Amazon book listing sample3

Character Resumes

  • We read a few sections of THE MISSING GOLDEN TICKET by Roald Dahl. This is a great book to kick off discussions about the writing process. It includes a chapter from Charlie and the Chocolate Factory with an additional nasty character that Dahl edited out. My students design their own rotten child with a bad habit (a la the Chocolate Factory characters) and build a CHARACTER RESUME for that character. Not only does it help with characterization, it also is a good way to teach word processing skills.

character resume

Novel Newspaper

  • This will work with any novel. I have used it with DANNY, THE CHAMPION OF THE WORLD by Roald Dahl. This is a culminating activity after finishing the book. The students create a DANNY NEWSPAPER with 3 articles.
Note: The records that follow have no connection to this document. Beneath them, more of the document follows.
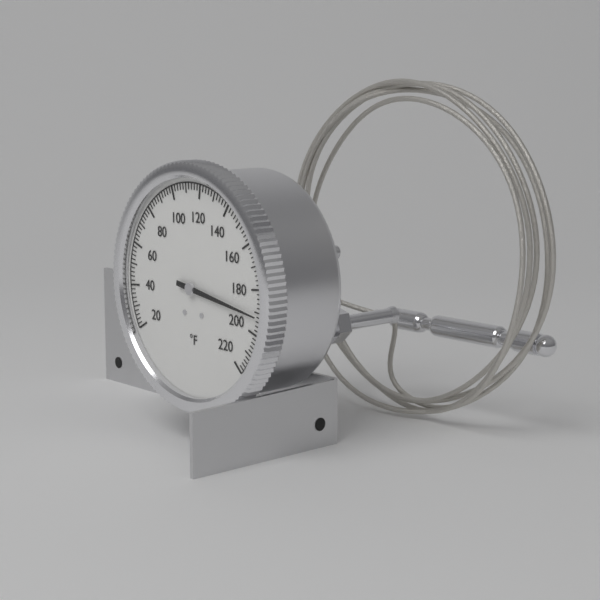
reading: 192 °F
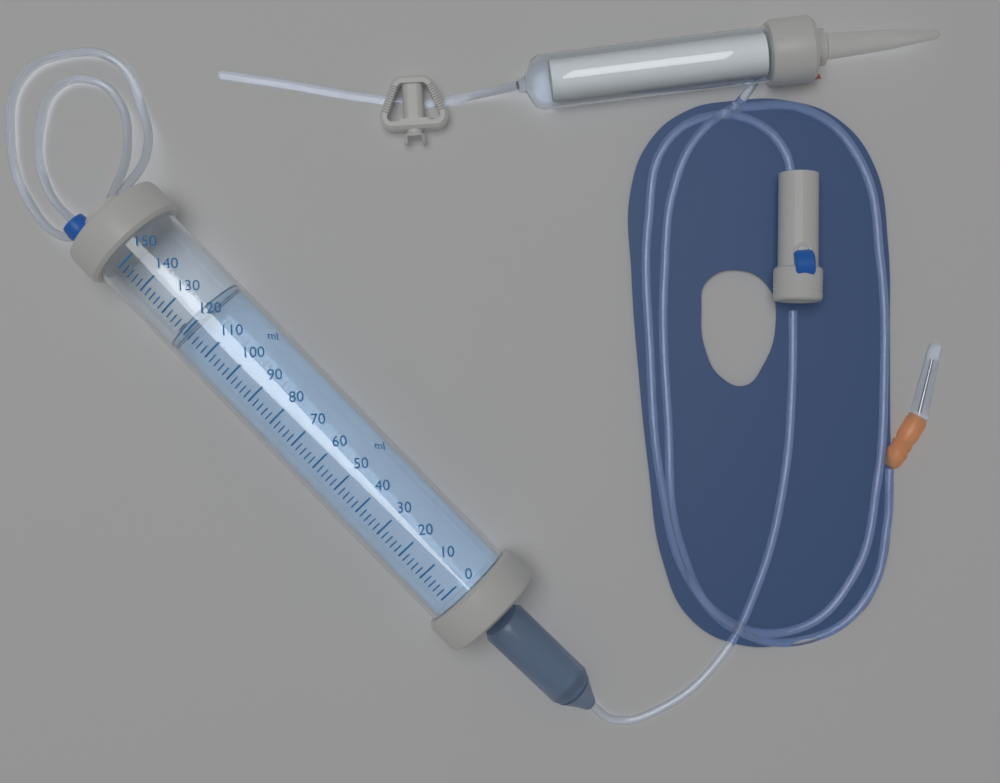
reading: 122 ml
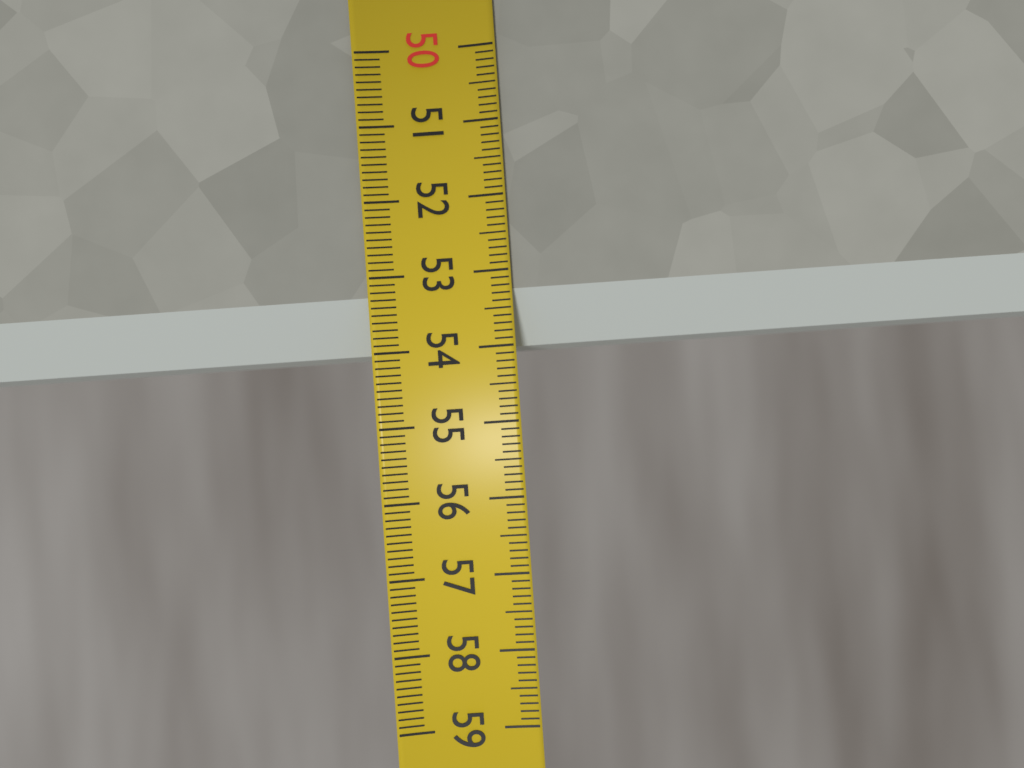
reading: 54.0 (no unit)
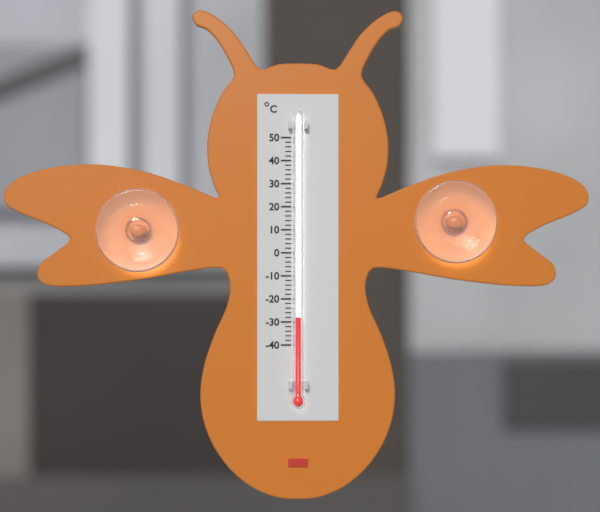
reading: -28 °C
The first article is a feature article with quotes. The students must think like a reporter and write a description of the climax scene of the story. They imagine what the main characters might have said on the scene and incorporate quotes from the characters that fit. The second article is an editorial about whether it is acceptable to poach or not. The third article is a book review. The students create the paper in MS Word and use a variety of word processing skills– section breaks, borders, column changes. All of my students’ finished products are pretty impressive.

danny newspaper sample

  • Look at copies of your local newspaper before starting this assignment. Note common layout details on the newspaper and incorporate those into the assignment– newspaper name, date, volume number, author byline… Also note the writing style in a paper. Important facts are in the first paragraph followed by lesser details.